Posted April 23, 2025 by Nicky in Reviews / 4 Comments

Review – Sheeplands

Sheeplands: How Sheep Shaped Wales and the World

by Alan Marshall

Genres: History, Non-fiction
Pages: 256
Rating: three-stars
Synopsis:

Human civilisation was not just created by humans: we had the help of many creatures, and foremost among these were sheep. From Argentina to Australia and from Mesopotamia to Mongolia, just about every country with hills and meadows has adopted and then developed sheep farming as a way of living. And in Wales in particular, sheep played a central role in shaping landscape and culture.

Sheeplands outlines the journeys taken by some of these sheep as they voyaged across the world, both by themselves and with human shepherds, from the earliest human settlements to the present day. Along the way, Alan Marshall paints vivid portraits of the roles sheep have played in the development of the modern world, in times of peace and war, and describes how our sheeplands might continue to influence Wales and the wider world in future years.

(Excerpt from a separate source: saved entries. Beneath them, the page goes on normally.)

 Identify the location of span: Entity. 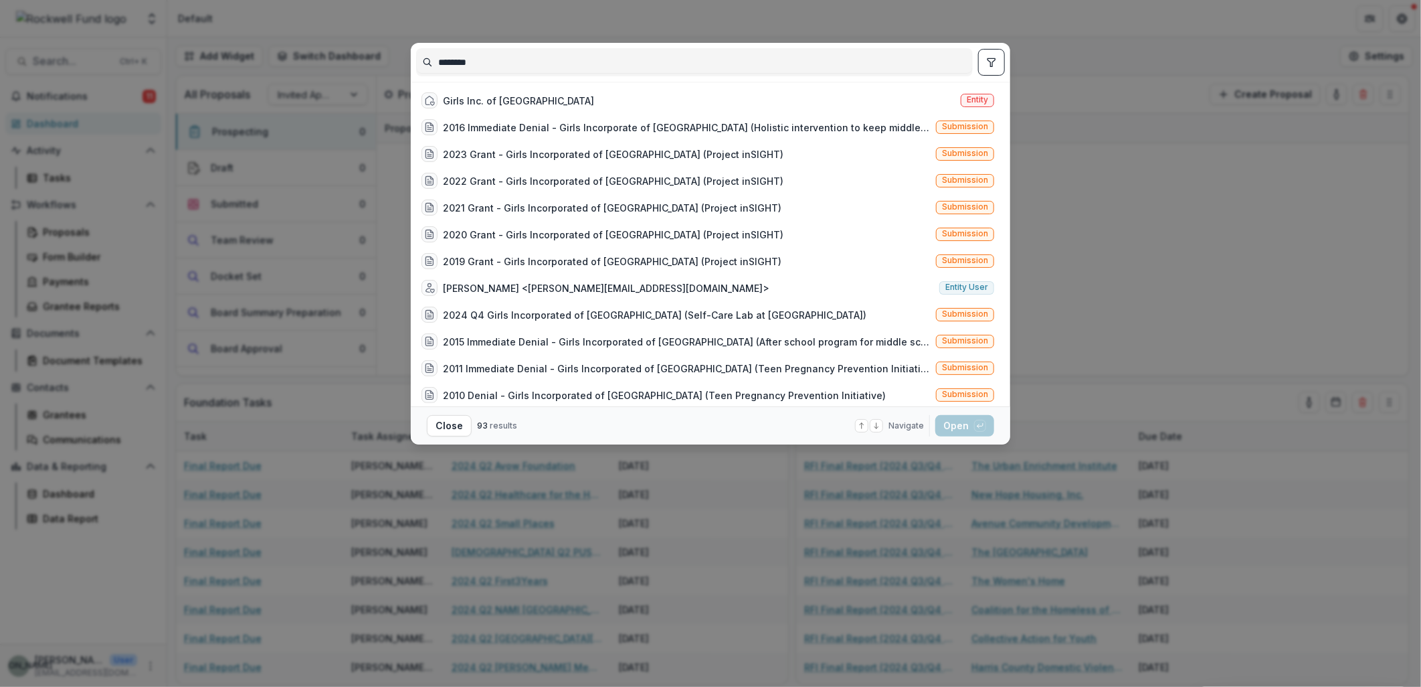
(978, 100).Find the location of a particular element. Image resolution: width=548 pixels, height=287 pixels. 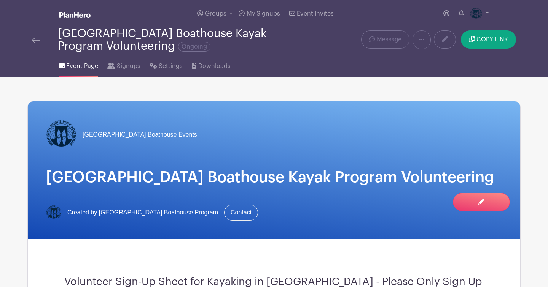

Alan Marshall’s Sheeplands is, as it says, a history of Wales (and the wider world) through the lens of sheep and sheep-farming. This isn’t trivial: farming has been very important over the years, and the development of farming techniques, breeds of sheep and ways of transporting the sheep have been vital in the economy, war, colonisation, and everyday lives. I definitely appreciated a history that kept coming back to Wales, specifically, and from a very pro-Welsh point of view.

However… the problem is, the book doesn’t have numbered references, just a list of sources in the back, making it very difficult to follow up a particular anecdote and reference it. Sometimes something is stated as sheer fact when it sounds like mere theory, and sometimes the flippant easy tone elides the author’s lack of knowledge on a subject (“Homer” didn’t “scribe into text” anything, folks; Homer quite possibly never existed — it’s all more complicated than that). Sometimes that doesn’t affect the underlying point, and it didn’t in the case of this example. But. What about inaccuracies in the stuff I don’t have personal knowledge of? How can I tell apart flippancy, opinion, and fact, without proper sourcing?

I know it’s meant for a popular audience, but that shouldn’t mean you put yourself beyond fact-checking. Adding numbered sources doesn’t interrupt the flow for someone who is reading very casually, and allows anyone to look up the source for more information if they’re curious, sceptical, etc.

I did also find that I wasn’t so keen on the personal interjections about the author and his son Shelley. It’s cute, but it doesn’t really add to the narrative for us to be told what the author’s six-year-old son thinks about a given fact or location.

So… there were definitely things I enjoyed about the reading experience, don’t get me wrong, but it did also leave a lot to be desired in other ways.